A lot of us, even those of us who aren’t hard-core birders, are turning more toward our yards and gardens, noting birds and bird activities we’ve never seen before — not because they’re new, necessarily, but because we’ve just never paid such close attention. One neighbor walking her dog remarked that she’s seeing more of spring than ever. “I just saw an early indigo bunting flying through our yard,” wrote a friend. “Ordinarily they don’t love my neighborhood and especially our overgrown yard, so I am ecstatic.”

With any luck, this human shift may stick: People noticing the birds around them more and finding entertainment, solace, even wisdom in watching them going about their lives in a regular way, finding mates, building nests, raising young, resilient and persistent. Birds may have something important to tell us about what it takes to navigate this world, especially under difficult circumstances.

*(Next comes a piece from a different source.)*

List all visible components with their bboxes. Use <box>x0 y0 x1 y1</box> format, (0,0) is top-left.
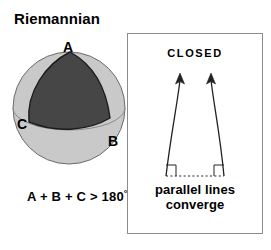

In exploring new discoveries in bird science, I’m struck by how birds play, adapt, innovate, and especially, work together in tough times. Birds cooperate and collaborate in everything from hunting, courting, and migrating, to raising and defending their young, sometimes even across species lines.

While the pandemic may have brought birds into closer focus for many of us, it has also given our current administration cover for rolling back vital environmental policies that protect birds, easing limits on auto emissions, restricting the reach of the Endangered Species Act and eviscerating the Migratory Bird Treaty Act. Ending the five-decade-old practice of pressuring industries to take measures to prevent unintentional killing (or “incidental take”) of migratory birds is likely to result in the catastrophic death of hundreds of millions of birds every year. The long-term impact of all of these changes will harm both birds and people.

We want to return to our lives and livelihoods, but not by sacrificing the natural world that supports us in body and in spirit. One older bird-watcher I know described the effect of seeing a bluebird in his urban backyard during the lockdown, for only the third time in sixteen years. “The aura of it was bigger than the essence, the cold hard fact, of it,” he said. “A bluebird on my backyard fence is just a bird sitting on a piece of metal. But what it does to me is so much more, the emotional and psychological uplift, the brightening. In three minutes, the bird was gone, but my day had utterly changed.”